Why do we count donor atoms rather than ligand molecules for CN?
Because the metal's bonds form to individual lone-pair-donating atoms; a chelate with several hands makes several bonds from one molecule, and only counting donors captures the true coordination.
Why does CN = 4 have two possible geometries when CN = 2 and 6 do not?
At CN = 4 the pure-VSEPR tetrahedron and the CFSE-favoured square plane give two separate energy minima (figure s04), so d-electron effects (especially + strong field) can tip the balance — see Crystal Field Theory.
Why does a ion with a strong field become square planar?
Square planar pushes very high (figure s03); 8 electrons fill the four lower orbitals and leave that orbital empty. A strong field makes this large splitting worth the pairing energy.
Why is octahedral described as "a great compromise"?
Six ligands satisfy bonding and charge well while spacing keeps ligand–ligand repulsion tolerable — more ligands would crowd, fewer would waste bonding capacity.
Why do bulky ligands push CN = 4 toward tetrahedral rather than square planar?
A tetrahedron spreads four ligands at , giving more room; the square-planar neighbours would clash sterically for large ligands.
Why doesn't ligand-field strength change the shape of an complex?

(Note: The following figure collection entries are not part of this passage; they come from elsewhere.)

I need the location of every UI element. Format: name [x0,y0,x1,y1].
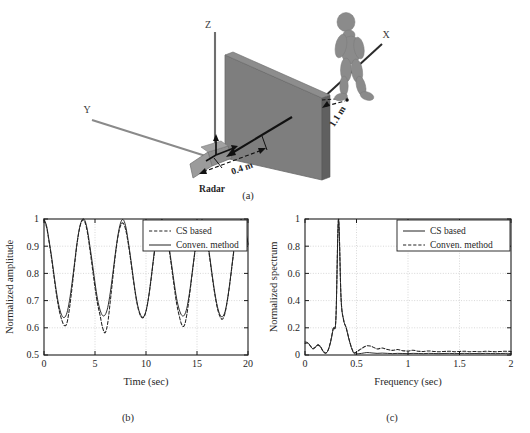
x-axis-label: Frequency (sec) [374,376,442,388]
legend: CS basedConven. method [397,220,510,251]
figure-container: Z X Y Radar 0.4 m 1.1 m (a) 051015200.50… [0,0,530,433]
axis-z-label: Z [205,19,211,30]
x-tick-label: 0 [303,358,308,369]
x-tick-label: 1 [406,358,411,369]
axis-y-label: Y [83,104,90,115]
x-axis-label: Time (sec) [124,376,169,388]
legend-label: CS based [176,226,212,236]
y-tick-label: 0.8 [288,241,301,252]
distance-human-label: 1.1 m [327,104,347,128]
y-tick-label: 0.6 [27,322,40,333]
x-tick-label: 10 [141,358,151,369]
x-tick-label: 2 [509,358,514,369]
y-axis-label: Normalized amplitude [4,240,15,335]
y-tick-label: 0 [295,349,300,360]
panel-c-spectrum-plot: 00.511.5200.20.40.60.81Frequency (sec)No… [265,205,530,433]
legend-label: CS based [430,226,466,236]
x-tick-label: 0.5 [350,358,363,369]
panel-c-caption: (c) [372,412,412,423]
y-tick-label: 0.8 [27,268,40,279]
x-tick-label: 20 [243,358,253,369]
distance-wall-label: 0.4 m [230,160,254,177]
y-tick-label: 1 [295,213,300,224]
panel-b-caption: (b) [108,412,148,423]
y-tick-label: 0.2 [288,322,301,333]
panel-b-time-plot: 051015200.50.60.70.80.91Time (sec)Normal… [0,205,265,433]
x-tick-label: 5 [93,358,98,369]
y-tick-label: 0.6 [288,268,301,279]
y-tick-label: 0.7 [27,295,40,306]
y-tick-label: 0.5 [27,349,40,360]
radar-label: Radar [199,184,226,194]
panel-a-caption: (a) [228,190,268,201]
y-tick-label: 1 [34,213,39,224]
legend-label: Conven. method [176,240,239,250]
x-tick-label: 0 [42,358,47,369]
y-tick-label: 0.4 [288,295,301,306]
legend-label: Conven. method [430,240,493,250]
axis-y-line [92,120,212,158]
radar-nose [190,152,212,178]
legend: CS basedConven. method [143,220,247,251]
axis-x-label: X [382,29,390,40]
panel-a-scenario-diagram: Z X Y Radar 0.4 m 1.1 m (a) [0,0,530,205]
y-tick-label: 0.9 [27,241,40,252]
x-tick-label: 15 [192,358,202,369]
y-axis-label: Normalized spectrum [268,242,279,333]
wall-side-edge [322,95,330,180]
x-tick-label: 1.5 [453,358,466,369]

The shell gains no CFSE from field splitting, so the geometry is set purely by VSEPR repulsion (linear) and is insensitive to whether the ligand is strong or weak field.

Edge cases

Does a ion ever adopt square planar at CN = 4?

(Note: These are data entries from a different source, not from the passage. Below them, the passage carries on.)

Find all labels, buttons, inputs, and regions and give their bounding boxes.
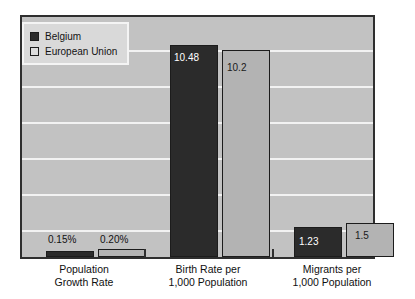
axis-tick — [272, 249, 274, 257]
category-label-population-growth-rate: Population Growth Rate — [20, 263, 148, 289]
category-label-line: 1,000 Population — [144, 276, 272, 289]
bar-label-belgium-population-growth-rate: 0.15% — [48, 234, 76, 245]
category-label-line: Population — [20, 263, 148, 276]
bar-european-union-migrants[interactable] — [346, 223, 394, 257]
legend-swatch-icon — [30, 32, 39, 41]
category-axis-labels: Population Growth Rate Birth Rate per 1,… — [20, 263, 375, 297]
bar-label-european-union-population-growth-rate: 0.20% — [100, 234, 128, 245]
category-label-line: 1,000 Population — [268, 276, 396, 289]
legend-label: European Union — [45, 46, 117, 57]
axis-tick — [144, 249, 146, 257]
bar-european-union-population-growth-rate[interactable] — [98, 249, 146, 257]
bar-belgium-birth-rate[interactable] — [170, 45, 218, 257]
bar-label-european-union-migrants: 1.5 — [355, 230, 369, 241]
legend-label: Belgium — [45, 31, 81, 42]
bar-european-union-birth-rate[interactable] — [222, 50, 270, 257]
category-label-line: Birth Rate per — [144, 263, 272, 276]
legend-item-european-union[interactable]: European Union — [30, 44, 117, 58]
category-label-migrants: Migrants per 1,000 Population — [268, 263, 396, 289]
category-label-line: Growth Rate — [20, 276, 148, 289]
bar-label-belgium-birth-rate: 10.48 — [174, 52, 199, 63]
category-label-birth-rate: Birth Rate per 1,000 Population — [144, 263, 272, 289]
legend: Belgium European Union — [22, 22, 129, 65]
bar-label-belgium-migrants: 1.23 — [299, 236, 318, 247]
legend-item-belgium[interactable]: Belgium — [30, 29, 117, 43]
legend-swatch-icon — [30, 47, 39, 56]
bar-label-european-union-birth-rate: 10.2 — [227, 62, 246, 73]
chart-screenshot: 0.15% 0.20% 10.48 10.2 1.23 1.5 Belgium … — [0, 0, 415, 299]
bar-belgium-population-growth-rate[interactable] — [46, 251, 94, 257]
category-label-line: Migrants per — [268, 263, 396, 276]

Typically no — with no d-electrons there's no CFSE gain from square planar, so (like ) takes the tetrahedral VSEPR optimum.
Why does this page skip CN = 5?
CN = 5 (trigonal bipyramidal or square pyramidal) does exist, but it is rarer and its two shapes are very close in energy so it interconverts easily; the parent topic concentrates on the far more common CN = 2, 4 and 6.
If a complex has one hexadentate ligand only, what is its geometry?
CN , so it is octahedral, with the single ligand wrapping around all six coordination sites (e.g. ).
Can the same metal ion show tetrahedral in one complex and square planar in another?
Yes — () is tetrahedral with weak-field Cl⁻ but square planar with strong-field CN⁻; the ligand, not the metal alone, decides.
Is coordination number the same as oxidation state?
No — CN counts donor-atom bonds (a geometric/steric count); oxidation state is the metal's formal charge. They can differ freely (e.g. Co³⁺ with CN = 6).
What happens to geometry if a bidentate ligand is replaced by two monodentate ones donating the same atoms?
The CN stays the same because donor-atom count is unchanged, so the geometry (e.g. octahedral) is preserved; chelation affects stability, not CN — see Chelation and Denticity.
Does square planar vs tetrahedral affect magnetism for a ion?
Yes — square planar (strong field) pairs all electrons → diamagnetic, while tetrahedral (weak field) leaves two unpaired → paramagnetic; this is a key diagnostic in Magnetic properties of complexes.
Recall One-line survival kit

Count donor atoms for CN; use VSEPR for the default shape (2→linear, 4→tetrahedral, 6→octahedral); only + strong field overrides 4 into square planar. When in doubt, ask what does the ligand field do to the d-electrons? (Crystal Field Theory).